CryptDB's insight: different query types need different levels of encryption. For equality checks, use deterministic encryption (fast but leaks equality). For sums, use Paillier. For arbitrary queries, use full FHE. CryptDB "peels off" encryption layers as needed --- a practical trade-off between privacy and functionality.

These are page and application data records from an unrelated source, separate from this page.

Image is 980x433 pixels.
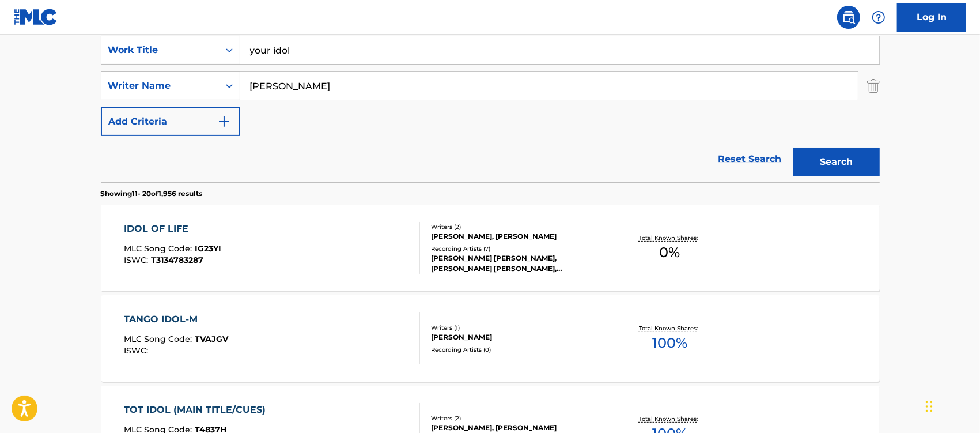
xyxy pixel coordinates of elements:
span: T3134783287 [151,255,203,265]
a: Log In [897,3,966,32]
div: TANGO IDOL-M [124,312,228,326]
span: IG23YI [195,243,221,253]
div: Writer Name [108,79,212,93]
div: TOT IDOL (MAIN TITLE/CUES) [124,403,271,416]
img: MLC Logo [14,8,58,26]
a: Reset Search [713,147,787,172]
button: Add Criteria [100,107,240,136]
div: Help [867,6,890,29]
img: search [842,11,855,24]
span: 100 % [652,332,688,353]
div: [PERSON_NAME], [PERSON_NAME] [431,231,605,241]
div: [PERSON_NAME] [PERSON_NAME], [PERSON_NAME] [PERSON_NAME], [PERSON_NAME] [PERSON_NAME], [PERSON_NA... [431,253,605,274]
div: Work Title [108,43,212,57]
a: Public Search [837,6,860,29]
span: ISWC : [124,255,151,265]
img: Delete Criterion [867,72,880,101]
a: IDOL OF LIFEMLC Song Code:IG23YIISWC:T3134783287Writers (2)[PERSON_NAME], [PERSON_NAME]Recording ... [100,205,880,291]
p: Showing 11 - 20 of 1,956 results [100,188,202,199]
div: [PERSON_NAME] [431,332,605,342]
div: Drag [926,389,932,423]
p: Total Known Shares: [639,234,700,242]
span: 0 % [659,242,680,263]
span: ISWC : [124,345,151,355]
div: Recording Artists ( 7 ) [431,244,605,253]
span: TVAJGV [195,333,228,344]
p: Total Known Shares: [639,414,700,423]
button: Search [793,147,880,176]
span: MLC Song Code : [124,333,195,344]
div: IDOL OF LIFE [124,222,221,236]
img: 9d2ae6d4665cec9f34b9.svg [217,115,231,128]
a: TANGO IDOL-MMLC Song Code:TVAJGVISWC:Writers (1)[PERSON_NAME]Recording Artists (0)Total Known Sha... [100,295,880,382]
div: Writers ( 2 ) [431,222,605,231]
div: Writers ( 1 ) [431,323,605,332]
p: Total Known Shares: [639,323,700,332]
div: Writers ( 2 ) [431,413,605,422]
img: help [872,11,886,24]
form: Search Form [100,36,880,182]
span: MLC Song Code : [124,243,195,253]
div: [PERSON_NAME], [PERSON_NAME] [431,422,605,433]
iframe: Chat Widget [923,377,980,433]
div: Recording Artists ( 0 ) [431,345,605,354]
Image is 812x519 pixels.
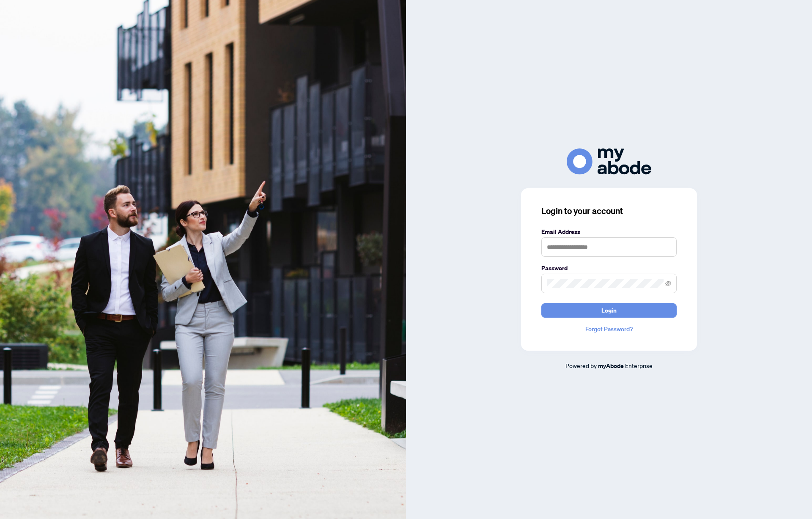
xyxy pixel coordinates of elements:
[665,281,671,286] span: eye-invisible
[567,148,651,174] img: ma-logo
[542,205,676,217] h3: Login to your account
[542,227,676,237] label: Email Address
[542,324,676,334] a: Forgot Password?
[565,362,597,369] span: Powered by
[542,304,676,318] button: Login
[625,362,652,369] span: Enterprise
[542,263,676,273] label: Password
[598,361,624,370] a: myAbode
[601,304,617,317] span: Login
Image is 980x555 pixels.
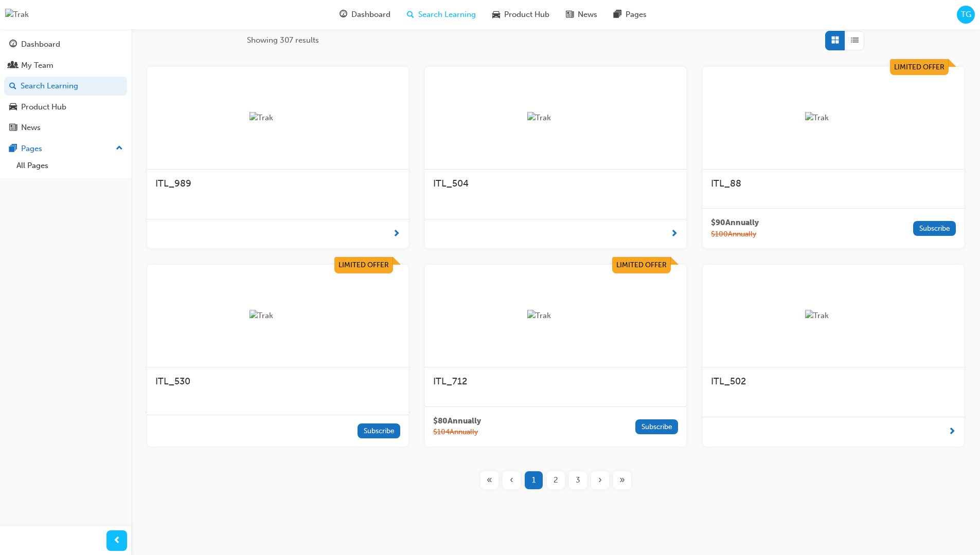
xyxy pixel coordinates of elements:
[22,101,67,114] div: Product Hub
[532,475,536,486] span: 1
[393,228,400,241] span: next-icon
[425,67,686,249] a: TrakITL_504
[805,113,862,124] img: Trak
[527,310,583,322] img: Trak
[4,98,127,116] a: Product Hub
[500,472,523,489] button: Previous page
[510,475,513,486] span: ‹
[156,178,191,189] span: ITL_989
[711,376,746,388] span: ITL_502
[957,6,974,23] button: TG
[147,67,408,249] a: TrakITL_989
[576,475,580,486] span: 3
[912,221,956,236] button: Subscribe
[626,9,646,21] span: Pages
[711,229,759,241] span: $ 100 Annually
[611,472,633,489] button: Last page
[9,123,17,133] span: news-icon
[247,34,319,46] span: Showing 307 results
[557,4,605,25] a: news-iconNews
[711,217,759,229] span: $ 90 Annually
[331,4,398,25] a: guage-iconDashboard
[527,113,583,124] img: Trak
[406,8,414,22] span: search-icon
[9,103,17,113] span: car-icon
[670,228,677,241] span: next-icon
[711,178,741,189] span: ITL_88
[147,264,408,446] a: Limited OfferTrakITL_530Subscribe
[22,38,60,50] div: Dashboard
[9,82,17,91] span: search-icon
[588,472,611,489] button: Next page
[578,9,597,21] span: News
[567,472,588,489] button: Page 3
[484,4,557,25] a: car-iconProduct Hub
[433,376,467,388] span: ITL_712
[116,142,123,156] span: up-icon
[553,475,558,486] span: 2
[114,534,120,547] span: prev-icon
[702,264,963,446] a: TrakITL_502
[831,34,839,46] span: Grid
[616,260,667,269] span: Limited Offer
[351,9,391,21] span: Dashboard
[487,475,492,486] span: «
[605,4,655,25] a: pages-iconPages
[619,475,625,486] span: »
[492,8,500,22] span: car-icon
[4,139,127,159] button: Pages
[598,475,602,486] span: ›
[433,178,468,189] span: ITL_504
[635,420,677,435] button: Subscribe
[504,9,549,21] span: Product Hub
[960,9,971,21] span: TG
[5,9,28,21] img: Trak
[4,35,127,54] a: Dashboard
[894,63,944,71] span: Limited Offer
[22,143,42,155] div: Pages
[9,145,17,154] span: pages-icon
[4,76,127,96] a: Search Learning
[478,472,500,489] button: First page
[250,113,306,124] img: Trak
[566,8,574,22] span: news-icon
[425,264,686,446] a: Limited OfferTrakITL_712$80Annually$104AnnuallySubscribe
[250,310,306,322] img: Trak
[702,67,963,249] a: Limited OfferTrakITL_88$90Annually$100AnnuallySubscribe
[13,158,127,174] a: All Pages
[948,426,956,439] span: next-icon
[156,376,190,388] span: ITL_530
[398,4,484,25] a: search-iconSearch Learning
[340,8,348,22] span: guage-icon
[4,56,127,75] a: My Team
[4,118,127,137] a: News
[22,121,40,134] div: News
[433,415,481,427] span: $ 80 Annually
[9,62,17,70] span: people-icon
[4,33,127,139] button: DashboardMy TeamSearch LearningProduct HubNews
[418,9,476,21] span: Search Learning
[851,34,859,46] span: List
[339,260,389,269] span: Limited Offer
[9,40,17,49] span: guage-icon
[544,472,567,489] button: Page 2
[357,424,400,439] button: Subscribe
[433,427,481,439] span: $ 104 Annually
[22,60,54,71] div: My Team
[523,472,544,489] button: Page 1
[614,8,621,22] span: pages-icon
[805,310,862,322] img: Trak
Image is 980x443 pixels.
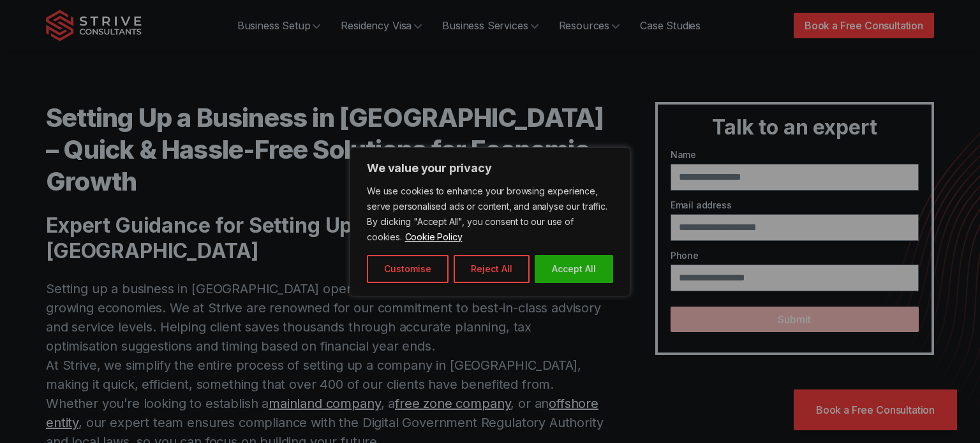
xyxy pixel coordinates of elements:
button: Reject All [454,255,529,283]
p: We use cookies to enhance your browsing experience, serve personalised ads or content, and analys... [367,183,613,245]
div: We value your privacy [350,147,630,297]
p: We value your privacy [367,161,613,176]
button: Accept All [535,255,613,283]
a: Cookie Policy [405,231,463,243]
button: Customise [367,255,448,283]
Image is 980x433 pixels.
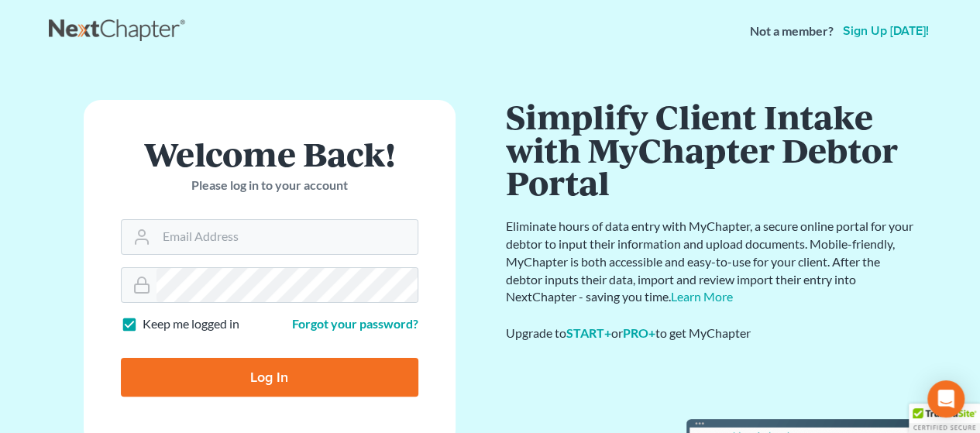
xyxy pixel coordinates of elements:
[566,325,611,340] a: START+
[671,288,733,303] a: Learn More
[143,315,240,332] label: Keep me logged in
[291,316,419,330] a: Forgot your password?
[121,358,419,396] input: Log In
[506,325,916,342] div: Upgrade to or to get MyChapter
[839,24,931,37] a: Sign up [DATE]!
[156,220,418,254] input: Email Address
[623,325,655,340] a: PRO+
[749,22,833,40] strong: Not a member?
[506,217,916,306] p: Eliminate hours of data entry with MyChapter, a secure online portal for your debtor to input the...
[909,403,980,433] div: TrustedSite Certified
[927,380,964,417] div: Open Intercom Messenger
[121,137,419,170] h1: Welcome Back!
[506,100,916,198] h1: Simplify Client Intake with MyChapter Debtor Portal
[121,177,419,195] p: Please log in to your account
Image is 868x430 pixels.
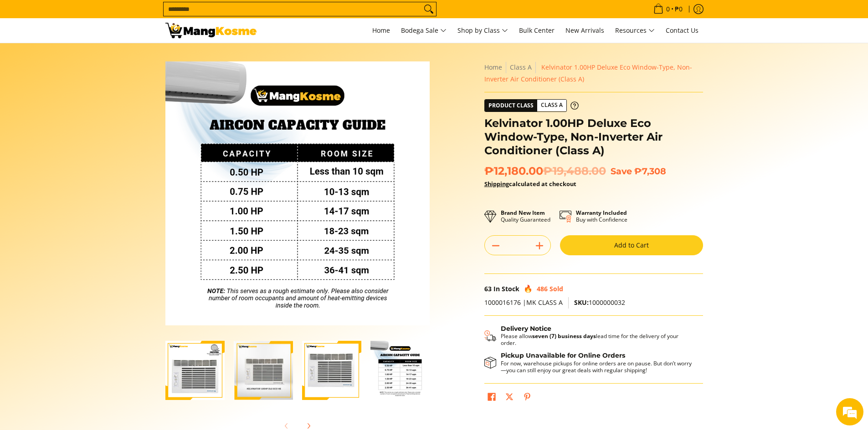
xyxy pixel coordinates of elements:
[368,18,395,43] a: Home
[485,180,509,188] a: Shipping
[519,26,555,34] span: Bulk Center
[485,100,537,111] span: Product Class
[615,25,655,36] span: Resources
[550,284,564,293] span: Sold
[166,62,430,326] img: Kelvinator 1.00HP Deluxe Eco Window-Type, Non-Inverter Air Conditioner (Class A)
[537,284,548,293] span: 486
[485,164,606,178] span: ₱12,180.00
[665,6,671,12] span: 0
[53,114,126,207] span: We're online!
[674,6,684,12] span: ₱0
[401,25,446,36] span: Bodega Sale
[422,3,436,16] button: Search
[634,166,666,177] span: ₱7,308
[574,298,589,307] span: SKU:
[302,341,362,400] img: Kelvinator 1.00HP Deluxe Eco Window-Type, Non-Inverter Air Conditioner (Class A)-3
[543,164,606,178] del: ₱19,488.00
[494,284,520,293] span: In Stock
[510,63,532,71] a: Class A
[651,4,685,14] span: •
[501,209,551,223] p: Quality Guaranteed
[574,298,625,307] span: 1000000032
[4,249,174,281] textarea: Type your message and hit 'Enter'
[166,23,257,38] img: Kelvinator Eco HE: Window Type Aircon 1.00 HP - Class B l Mang Kosme
[661,18,703,43] a: Contact Us
[371,341,430,400] img: Kelvinator 1.00HP Deluxe Eco Window-Type, Non-Inverter Air Conditioner (Class A)-4
[561,18,609,43] a: New Arrivals
[485,325,694,347] button: Shipping & Delivery
[532,332,596,340] strong: seven (7) business days
[485,116,703,158] h1: Kelvinator 1.00HP Deluxe Eco Window-Type, Non-Inverter Air Conditioner (Class A)
[47,51,153,63] div: Chat with us now
[485,62,703,85] nav: Breadcrumbs
[501,324,551,333] strong: Delivery Notice
[501,360,694,374] p: For now, warehouse pickups for online orders are on pause. But don’t worry—you can still enjoy ou...
[485,180,576,188] strong: calculated at checkout
[166,341,225,400] img: Kelvinator 1.00HP Deluxe Eco Window-Type, Non-Inverter Air Conditioner (Class A)-1
[501,209,545,217] strong: Brand New Item
[529,239,551,253] button: Add
[503,391,516,406] a: Post on X
[397,18,452,43] a: Bodega Sale
[576,209,627,223] p: Buy with Confidence
[150,4,171,27] div: Minimize live chat window
[560,235,703,255] button: Add to Cart
[458,25,508,36] span: Shop by Class
[485,284,492,293] span: 63
[373,26,390,34] span: Home
[501,352,625,359] strong: Pickup Unavailable for Online Orders
[485,391,498,406] a: Share on Facebook
[501,333,694,347] p: Please allow lead time for the delivery of your order.
[611,18,660,43] a: Resources
[234,342,293,400] img: kelvinator-eco he-window-type-aircon-1.00 hp-front-view
[611,166,632,177] span: Save
[453,18,513,43] a: Shop by Class
[566,26,604,34] span: New Arrivals
[537,100,567,111] span: Class A
[266,18,703,43] nav: Main Menu
[485,239,507,253] button: Subtract
[485,63,502,71] a: Home
[485,99,579,112] a: Product Class Class A
[485,298,563,307] span: 1000016176 |MK CLASS A
[521,391,534,406] a: Pin on Pinterest
[515,18,559,43] a: Bulk Center
[666,26,699,34] span: Contact Us
[485,63,692,83] span: Kelvinator 1.00HP Deluxe Eco Window-Type, Non-Inverter Air Conditioner (Class A)
[576,209,627,217] strong: Warranty Included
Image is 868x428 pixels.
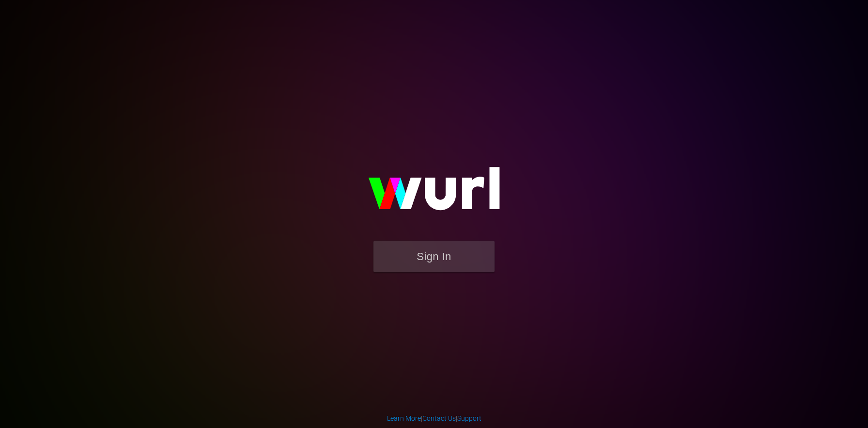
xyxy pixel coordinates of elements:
a: Support [457,414,482,422]
div: | | [387,413,482,423]
button: Sign In [373,240,495,272]
a: Learn More [387,414,421,422]
img: wurl-logo-on-black-223613ac3d8ba8fe6dc639794a292ebdb59501304c7dfd60c99c58986ef67473.svg [337,146,531,240]
a: Contact Us [422,414,456,422]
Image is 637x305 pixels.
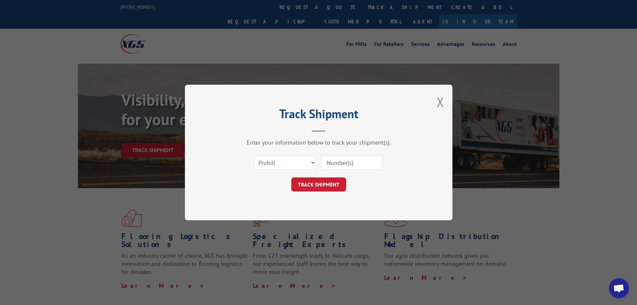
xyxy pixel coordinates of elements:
button: Close modal [437,93,444,111]
button: TRACK SHIPMENT [291,177,346,191]
h2: Track Shipment [219,109,419,122]
div: Open chat [609,278,629,298]
input: Number(s) [321,156,383,170]
div: Enter your information below to track your shipment(s). [219,139,419,146]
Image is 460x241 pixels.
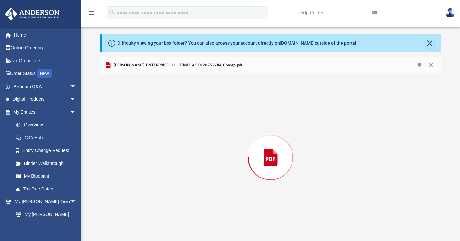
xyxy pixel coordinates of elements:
a: menu [88,12,95,17]
span: arrow_drop_down [70,80,83,93]
a: Order StatusNEW [5,67,86,80]
a: My [PERSON_NAME] Teamarrow_drop_down [5,196,83,209]
img: Anderson Advisors Platinum Portal [3,8,62,20]
button: Close [425,39,434,48]
a: My Entitiesarrow_drop_down [5,106,86,119]
a: My [PERSON_NAME] Team [9,208,79,229]
button: Close [424,61,436,70]
span: [PERSON_NAME] ENTERPRISE LLC - Filed CA SOI 2025 & RA Change.pdf [112,63,242,68]
a: Binder Walkthrough [9,157,86,170]
button: Download [413,61,425,70]
a: Entity Change Request [9,144,86,157]
span: arrow_drop_down [70,106,83,119]
a: [DOMAIN_NAME] [280,41,314,46]
a: Home [5,29,86,42]
a: Overview [9,119,86,132]
a: Digital Productsarrow_drop_down [5,93,86,106]
a: My Blueprint [9,170,83,183]
a: Platinum Q&Aarrow_drop_down [5,80,86,93]
span: arrow_drop_down [70,93,83,106]
span: arrow_drop_down [70,196,83,209]
div: Difficulty viewing your box folder? You can also access your account directly on outside of the p... [117,40,357,47]
a: Tax Due Dates [9,183,86,196]
a: CTA Hub [9,131,86,144]
a: Online Ordering [5,42,86,54]
i: menu [88,9,95,17]
div: NEW [37,69,52,78]
i: search [108,9,115,16]
img: User Pic [445,8,455,18]
a: Tax Organizers [5,54,86,67]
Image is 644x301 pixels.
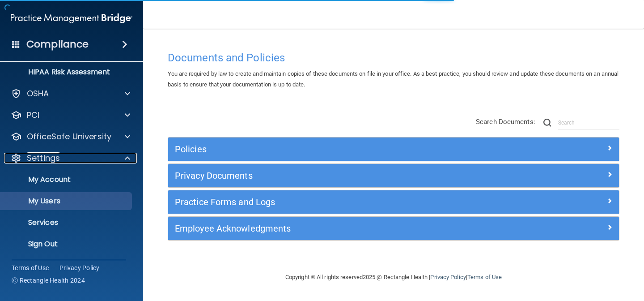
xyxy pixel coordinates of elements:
a: PCI [11,110,130,121]
span: You are required by law to create and maintain copies of these documents on file in your office. ... [168,70,619,88]
p: My Account [6,175,128,184]
h5: Policies [175,144,500,154]
a: Privacy Policy [430,274,466,280]
p: My Users [6,197,128,206]
a: Employee Acknowledgments [175,221,612,236]
a: Privacy Policy [59,264,100,273]
a: Settings [11,153,130,164]
a: Policies [175,142,612,156]
h5: Employee Acknowledgments [175,224,500,234]
a: OSHA [11,88,130,99]
span: Ⓒ Rectangle Health 2024 [11,276,85,285]
p: Sign Out [6,240,128,249]
h5: Practice Forms and Logs [175,197,500,207]
h4: Documents and Policies [168,52,620,64]
a: OfficeSafe University [11,131,130,142]
p: PCI [27,110,39,121]
p: OSHA [27,88,49,99]
p: OfficeSafe University [27,131,111,142]
div: Copyright © All rights reserved 2025 @ Rectangle Health | | [230,263,557,292]
a: Practice Forms and Logs [175,195,612,209]
a: Terms of Use [468,274,502,280]
img: ic-search.3b580494.png [544,119,551,127]
h4: Compliance [26,38,88,51]
h5: Privacy Documents [175,170,500,181]
img: PMB logo [11,9,132,27]
a: Terms of Use [11,264,49,273]
input: Search [558,116,620,130]
p: Settings [27,153,60,164]
span: Search Documents: [476,118,535,126]
p: Services [6,218,128,227]
a: Privacy Documents [175,168,612,183]
p: HIPAA Risk Assessment [6,68,128,77]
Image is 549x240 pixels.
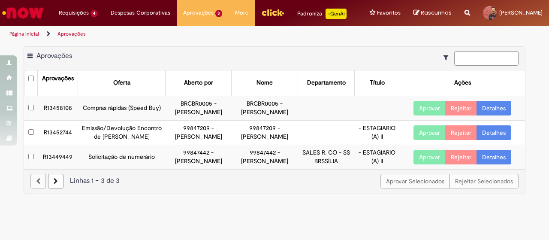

# Summary: what each HE scheme enables for databases print('=== Encrypted Database Query Capabilities ===') print() queries = [ ('SUM / COUNT', 'YES', 'YES', 'YES', 'YES'), ('AVERAGE', 'YES', 'YES', 'YES', 'YES'), ('Weighted sum', 'YES', 'YES', 'YES', 'YES'), ('Equality (WHERE x=5)', 'NO', 'YES', 'Approx', 'YES'), ('Comparison (WHERE x>5)','NO', 'YES', 'Approx', 'YES'), ('JOIN', 'NO', 'Expensive','Expensive','YES'), ('Arbitrary SQL', 'NO', 'YES*', 'YES*', 'YES'), ] for query, pail, bgv, ckks, tfhe in queries: print() print('* = requires sufficient multiplicative depth (large parameters)') print() print('Key insight: the more powerful the query, the more expensive the FHE.') print('Simple aggregation (SUM/AVG) is cheap with Paillier.') print('Full SQL requires deep circuits and either large parameters or bootstrapping.')

Concept Map

Module 11 ConceptDatabase Application
Additive HE (Paillier)SUM, AVERAGE, weighted aggregation
Full FHE (BGV/BFV)Arbitrary SQL on encrypted data
CKKSApproximate queries, ML on encrypted data
TFHEFast Boolean comparisons, encrypted WHERE clauses
Noise managementLimits the complexity of the SQL query
BootstrappingEnables arbitrarily complex queries
Scalar multiplicationWeighted queries (e.g., bonus calculations)

Summary

AspectDetail
ProblemCloud stores data it should never see
PaillierEnables SUM, AVG, weighted sums on encrypted columns
LimitationComparisons and joins need full FHE
CryptDBPractical system using layered encryption for different queries
Trade-offMore powerful queries require more expensive FHE schemes

The math from Module 11 --- Paillier's additive homomorphism, BGV's noise management, CKKS's approximate arithmetic --- directly determines which database queries are possible on encrypted data and how fast they run.